Power Distribution and Decoupling
The power distribution network, or PDN, carries energy from the source to every load while keeping voltage within tolerance during DC load, switching edges, and transients. Decoupling capacitors are local energy storage and high-frequency return helpers, not magic noise erasers.
Learning Objectives
By the end of this lesson, you should be able to budget rail current, estimate voltage drop, place decoupling capacitors, understand target impedance, check regulator stability, and verify rails under load steps.
Rail Budget
Start with a table:
| Rail | Loads | Max current | Tolerance | Notes |
|---|---|---|---|---|
| 5V | sensors, USB | 600 mA | +/-5% | cable powered |
| 3V3 | MCU, logic | 250 mA | +/-3% | digital rail |
| 1V2 | core | 800 mA | +/-5% | fast load steps |
| VREF | ADC | 2 mA | +/-0.1% | low noise |
Then verify regulator current, heat, sequencing, and startup behavior.
Voltage Drop and Power Loss
[
V_{DROP} = I R
]
[
P_{LOSS} = I^2 R
]
Copper resistance, connector resistance, fuse resistance, and cable resistance all count.
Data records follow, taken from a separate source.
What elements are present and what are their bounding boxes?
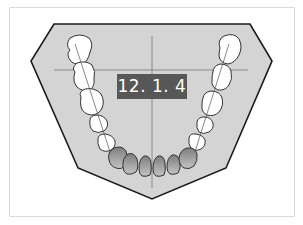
dental-arch-diagram xyxy=(0,0,303,225)
canine-right xyxy=(179,148,197,169)
tooth-right-3 xyxy=(202,91,223,116)
tooth-left-2 xyxy=(73,62,94,91)
incisor-left-lateral xyxy=(123,154,138,175)
diagram-label: 12. 1. 4 xyxy=(117,74,187,99)
tooth-left-3 xyxy=(80,89,103,115)
incisor-right-lateral xyxy=(167,155,180,174)
incisor-right-central xyxy=(153,156,165,176)
incisor-left-central xyxy=(139,156,151,176)
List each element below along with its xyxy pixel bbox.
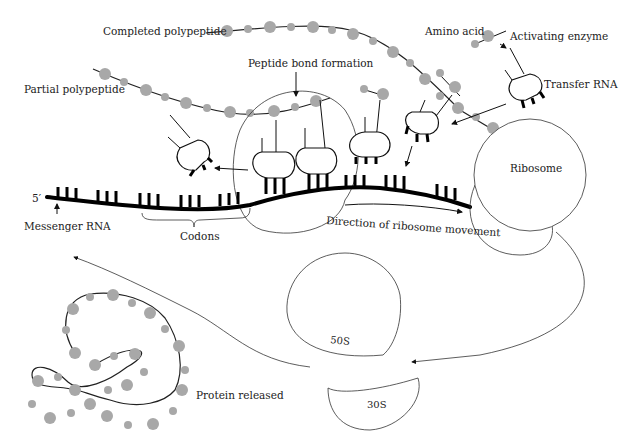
completed-polypeptide-chain [206, 21, 499, 134]
diagram-canvas: Completed polypeptide Partial polypeptid… [0, 0, 619, 448]
trna-incoming-1 [350, 85, 390, 164]
return-arrow [74, 257, 310, 367]
label-messenger-rna: Messenger RNA [24, 220, 111, 232]
partial-polypeptide-chain [93, 68, 330, 118]
label-direction: Direction of ribosome movement [326, 214, 502, 238]
messenger-rna-strand [47, 175, 470, 209]
label-50s: 50S [330, 334, 351, 347]
trna-in-ribosome-1 [253, 120, 295, 194]
ribosome-recycle-arrow [412, 232, 584, 362]
label-codons: Codons [180, 230, 220, 242]
label-completed-polypeptide: Completed polypeptide [103, 25, 227, 37]
label-protein-released: Protein released [196, 389, 284, 401]
label-partial-polypeptide: Partial polypeptide [24, 83, 125, 95]
direction-arrow [345, 204, 462, 212]
released-trna [168, 115, 248, 176]
released-protein [28, 289, 189, 430]
label-five-prime: 5′ [32, 192, 42, 204]
trna-in-ribosome-2 [296, 100, 337, 190]
label-transfer-rna: Transfer RNA [544, 78, 618, 90]
translation-diagram: Completed polypeptide Partial polypeptid… [0, 0, 619, 448]
label-peptide-bond-formation: Peptide bond formation [248, 57, 374, 69]
label-amino-acid: Amino acid [424, 25, 485, 37]
label-ribosome: Ribosome [510, 162, 562, 174]
label-activating-enzyme: Activating enzyme [509, 30, 608, 42]
amino-acid-activation [452, 30, 544, 124]
label-30s: 30S [367, 399, 387, 410]
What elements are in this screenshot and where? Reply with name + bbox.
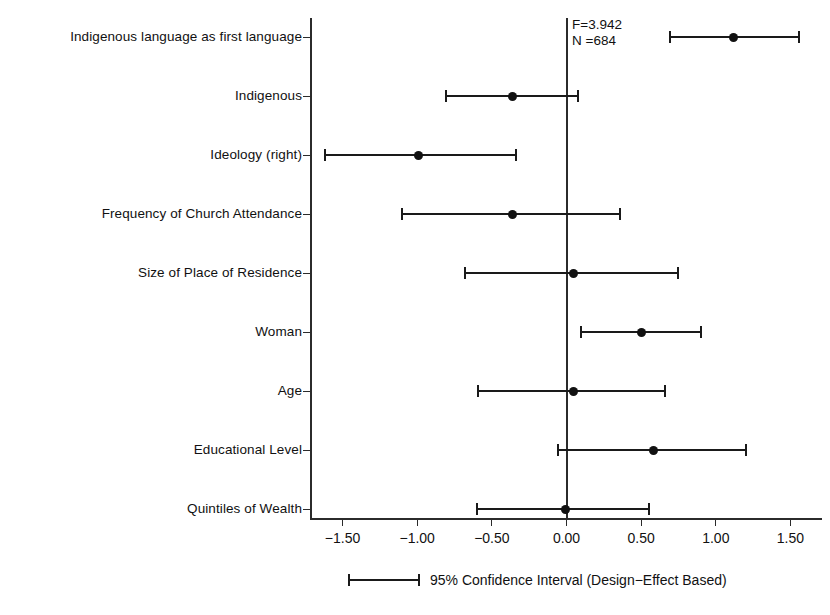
- ci-cap: [476, 503, 478, 515]
- category-label: Quintiles of Wealth: [10, 501, 302, 516]
- y-axis-tick: [303, 37, 311, 38]
- x-axis-tick: [641, 518, 642, 526]
- y-axis-line: [310, 18, 312, 518]
- category-label: Educational Level: [10, 442, 302, 457]
- y-axis-tick: [303, 391, 311, 392]
- sample-size-annotation: N =684: [572, 33, 616, 48]
- ci-cap: [669, 31, 671, 43]
- x-axis-tick-label: 1.50: [750, 530, 830, 546]
- ci-cap: [577, 90, 579, 102]
- zero-reference-line: [566, 18, 568, 518]
- estimate-marker: [414, 151, 423, 160]
- ci-cap: [557, 444, 559, 456]
- estimate-marker: [637, 328, 646, 337]
- y-axis-tick: [303, 509, 311, 510]
- category-label: Woman: [10, 324, 302, 339]
- estimate-marker: [508, 210, 517, 219]
- ci-cap: [648, 503, 650, 515]
- category-label: Frequency of Church Attendance: [10, 206, 302, 221]
- x-axis-tick: [491, 518, 492, 526]
- x-axis-tick-label: −0.50: [452, 530, 532, 546]
- x-axis-tick-label: 1.00: [676, 530, 756, 546]
- estimate-marker: [508, 92, 517, 101]
- x-axis-tick: [342, 518, 343, 526]
- ci-cap: [464, 267, 466, 279]
- category-label: Ideology (right): [10, 147, 302, 162]
- forest-plot: Indigenous language as first language In…: [0, 0, 830, 615]
- category-label: Indigenous: [10, 88, 302, 103]
- fstat-annotation: F=3.942: [572, 17, 622, 32]
- legend-interval-icon: [348, 579, 420, 581]
- x-axis-tick: [715, 518, 716, 526]
- ci-cap: [477, 385, 479, 397]
- y-axis-tick: [303, 96, 311, 97]
- estimate-marker: [649, 446, 658, 455]
- legend: 95% Confidence Interval (Design−Effect B…: [348, 572, 727, 588]
- y-axis-tick: [303, 214, 311, 215]
- x-axis-tick-label: 0.50: [601, 530, 681, 546]
- ci-cap: [798, 31, 800, 43]
- x-axis-tick-label: 0.00: [527, 530, 607, 546]
- y-axis-tick: [303, 450, 311, 451]
- estimate-marker: [569, 269, 578, 278]
- estimate-marker: [561, 505, 570, 514]
- ci-cap: [745, 444, 747, 456]
- x-axis-tick-label: −1.00: [377, 530, 457, 546]
- x-axis-tick-label: −1.50: [303, 530, 383, 546]
- ci-cap: [664, 385, 666, 397]
- x-axis-tick: [566, 518, 567, 526]
- ci-cap: [619, 208, 621, 220]
- ci-cap: [515, 149, 517, 161]
- estimate-marker: [729, 33, 738, 42]
- category-label: Indigenous language as first language: [10, 29, 302, 44]
- ci-cap: [580, 326, 582, 338]
- x-axis-tick: [417, 518, 418, 526]
- ci-cap: [700, 326, 702, 338]
- category-label: Size of Place of Residence: [10, 265, 302, 280]
- ci-cap: [445, 90, 447, 102]
- legend-label: 95% Confidence Interval (Design−Effect B…: [430, 572, 727, 588]
- ci-cap: [401, 208, 403, 220]
- ci-cap: [677, 267, 679, 279]
- estimate-marker: [569, 387, 578, 396]
- y-axis-tick: [303, 155, 311, 156]
- x-axis-tick: [790, 518, 791, 526]
- y-axis-tick: [303, 273, 311, 274]
- category-label: Age: [10, 383, 302, 398]
- y-axis-tick: [303, 332, 311, 333]
- ci-cap: [324, 149, 326, 161]
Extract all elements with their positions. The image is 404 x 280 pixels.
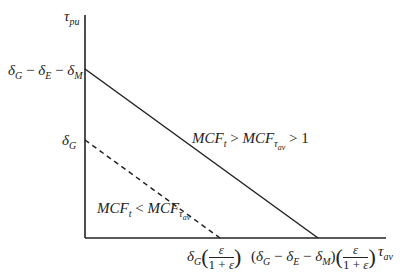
x-tick-right: (δG − δE − δM)(ε1 + ε) (251, 243, 376, 271)
fraction: ε1 + ε (343, 243, 368, 271)
y-axis-label: τpu (64, 9, 79, 27)
dashed-line-label: MCFt < MCFτav (97, 201, 190, 222)
x-tick-left: δG(ε1 + ε) (187, 243, 241, 271)
y-tick-lower: δG (62, 133, 76, 151)
y-tick-upper: δG − δE − δM (8, 63, 83, 81)
dashed-line (85, 140, 220, 238)
fraction: ε1 + ε (209, 243, 234, 271)
x-axis-label: τav (378, 244, 393, 262)
solid-line-label: MCFt > MCFτav > 1 (192, 131, 309, 152)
A rail can pass at the regulator output and fail at the load.
Decoupling Capacitors
Use capacitors at different locations and roles:
- local 100 nF class capacitors near IC power pins;
- bulk capacitance near load groups and connectors;
- regulator input and output capacitors matching datasheet stability requirements;
- reference bypass capacitors exactly as specified by the reference or ADC datasheet.
Placement matters as much as value. The loop from IC power pin to capacitor to return plane must be short.
Target Impedance
A useful PDN idea is target impedance:
[
Z_{TARGET} = \frac{\Delta V}{\Delta I}
]
If a core rail may droop 50 mV during a 500 mA load step:
[
Z_{TARGET} = \frac{0.05}{0.5} = 0.1\Omega
]
The PDN must stay below that impedance over the frequency range of the load transient.
Regulator Stability
Regulators are control loops. Output capacitor value, ESR, layout, and load range can affect stability. Follow the datasheet for capacitor type and placement. Do not randomly substitute a ceramic capacitor for an electrolytic in an older regulator without checking ESR requirements.
Common Mistakes
- Counting capacitor value but ignoring placement and loop inductance.
- Omitting bulk capacitance for motors, radios, or plug-in loads.
- Using a regulator outside its stable capacitor ESR range.
- Sharing a noisy power path with an ADC reference.
- Measuring only at the regulator, not at the load.
Summary
Power distribution is a network design problem. Budget current, heat, voltage drop, target impedance, capacitor placement, regulator stability, and load-step behavior.
Further Reading
- Analog Devices, "Power Supply Layout and Decoupling."
- Texas Instruments, "Power Distribution Network Design."
- Henry Ott, "Electromagnetic Compatibility Engineering."